TASK. Nothing past the line containing "The height and" belongs in the output. Copy exactly every line of the data below from the first up to and including it.

MATERIAL SUPPLIED.

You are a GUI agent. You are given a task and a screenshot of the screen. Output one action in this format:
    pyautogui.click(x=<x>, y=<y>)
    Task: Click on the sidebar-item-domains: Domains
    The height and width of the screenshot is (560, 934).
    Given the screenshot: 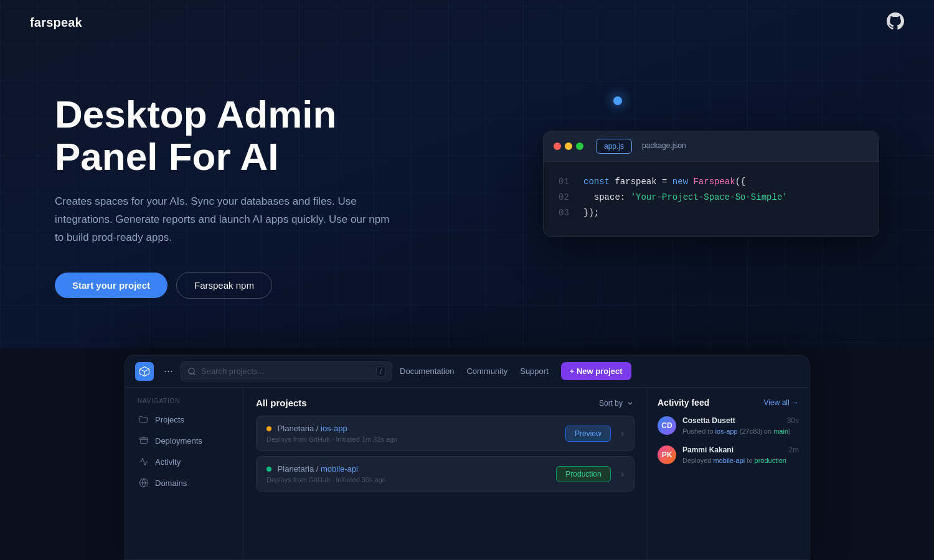 What is the action you would take?
    pyautogui.click(x=184, y=483)
    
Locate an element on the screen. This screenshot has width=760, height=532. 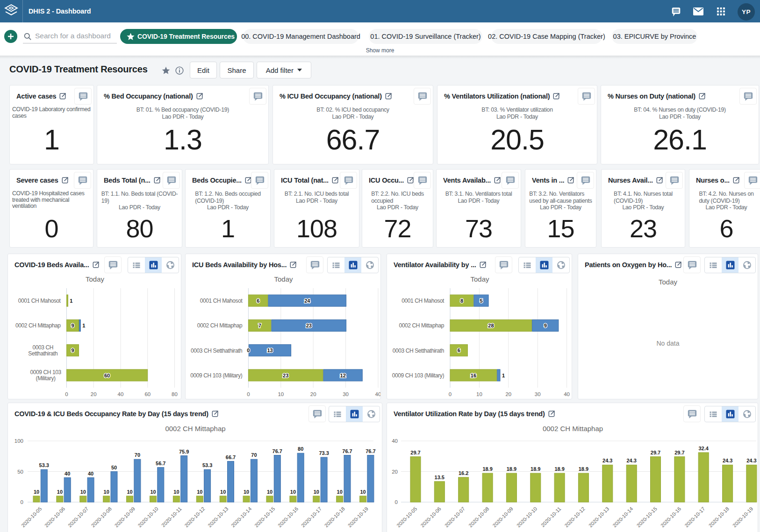
svg-text: 50 is located at coordinates (114, 468).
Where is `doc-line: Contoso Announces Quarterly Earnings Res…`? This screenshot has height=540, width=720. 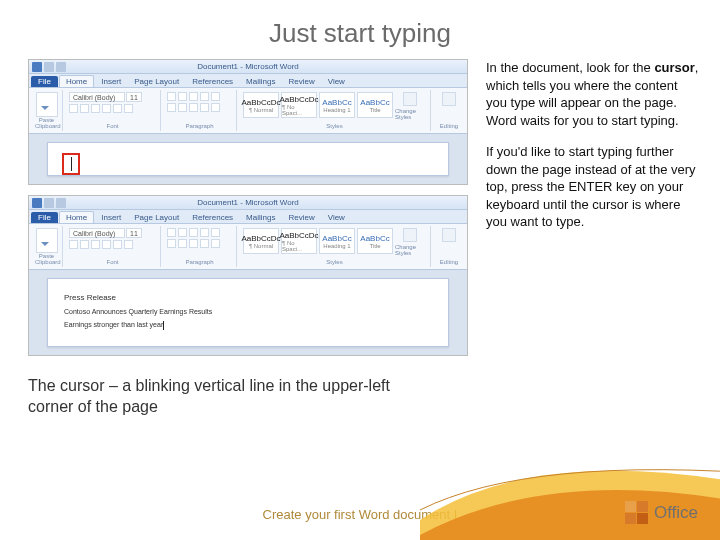 doc-line: Contoso Announces Quarterly Earnings Res… is located at coordinates (248, 312).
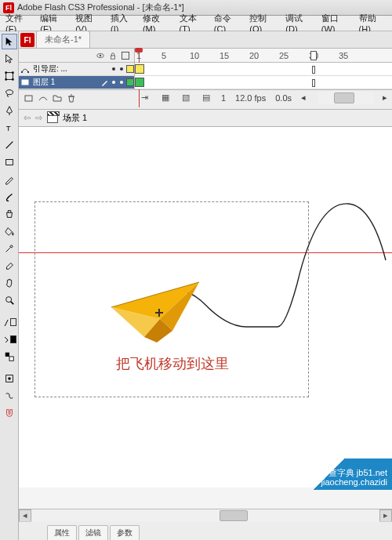  What do you see at coordinates (314, 56) in the screenshot?
I see `end-frame-marker` at bounding box center [314, 56].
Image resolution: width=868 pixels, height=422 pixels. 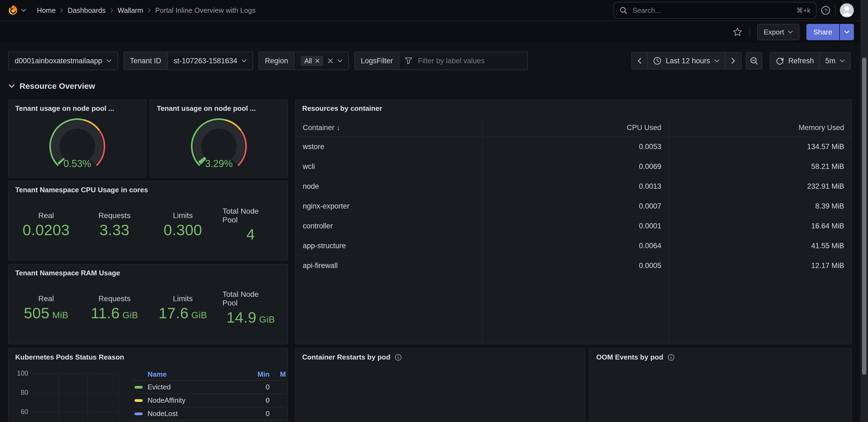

ANSWER.
You are a GUI agent. You are given a task and a screenshot of the screen. Output one action in this format:
    pyautogui.click(x=<x>, y=<y>)
    Task: Click on the sidebar-item-domains: Domains
    The height and width of the screenshot is (560, 934).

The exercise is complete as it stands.